Gameplay in The Walking Dead largely takes the form of quick time events and tightly timed dialogue trees which lead to snap judgements that can come back to haunt you later on. As I learned quickly, choosing to stay silent is never a good idea. Furthermore, if you choose to play with the onscreen prompts (which I highly recommend), you’ll receive reminders that “______ will remember that.” And they often do remember . . . unless, of course, they happen to die in the next scene. To reinforce the weight of your decisions, Telltale reveals stats at the end of every episode, giving you an idea of where you stand in relation to the rest of the players based on who you choose to save and when you choose to lie. On my first play-through, I started out trying to play the peacekeeper and model father figure for Clementine, but I often found myself going with gut reactions I later regretted. After consistently getting myself into trouble with one or another of my group members, I eventually gave up the moral high ground. During a replay of the first two episodes this week, I went with the “asshole Lee” approach, making all the obviously wrong and reckless choices in order to see just how different the outcome would be. I can admit a certain amount of satisfaction in calling Larry a “racist bastard” and throwing a punch at Kenny when the opportunities arose on my second play-through, but aside from my personal standing with the group, my second play-through wasn’t all that different from my more honest first run.

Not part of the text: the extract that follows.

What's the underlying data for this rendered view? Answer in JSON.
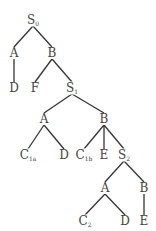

No matter how you choose to play the game, Telltale steers the narrative from one climactic event to the next in the exact same story arc every time. As many players have been quick to point out, it doesn’t matter whether you choose to save Carley or Doug because they’re both going to die anyway. Nor does it matter whether you steal supplies from the abandoned car in episode two, because others in your group will do so if you don’t. You are punished in the final episode for your worst actions either way, because at some point you will make a poor decision over the course of five episodes. Even if you, as a player, manage to keep a clean slate, your character still has that pesky history of murder to account for. No version of Lee is entirely innocent, and that fact is going to get you into trouble in the end, regardless of your intentions.

Returning to the game’s opening statement, Telltale promises us that “[t]he story is tailored by how you play.” I find the wording here quite deliberate. The central narrative of the game doesn’t change, but that was never really insinuated. This isn’t a “choose-your-own-adventure” game. Like the comic and television series, The Walking Dead is about character. It’s a bleak world, and no one individual has enough power to really change anything about his or her situation; they can only make the best of it by looking out for the people they care about. Telltale manipulates the narrative development to bring all players to the same emotionally crippling conclusion; the more control they exercise over the gameplay, the more devastating the payoff for the player who has followed Lee and Clementine from beginning to end. There is no question that Telltale controls the narrative at every turn of events, but your personal relationship with Lee and Clementine is your own personal play-through, your own story.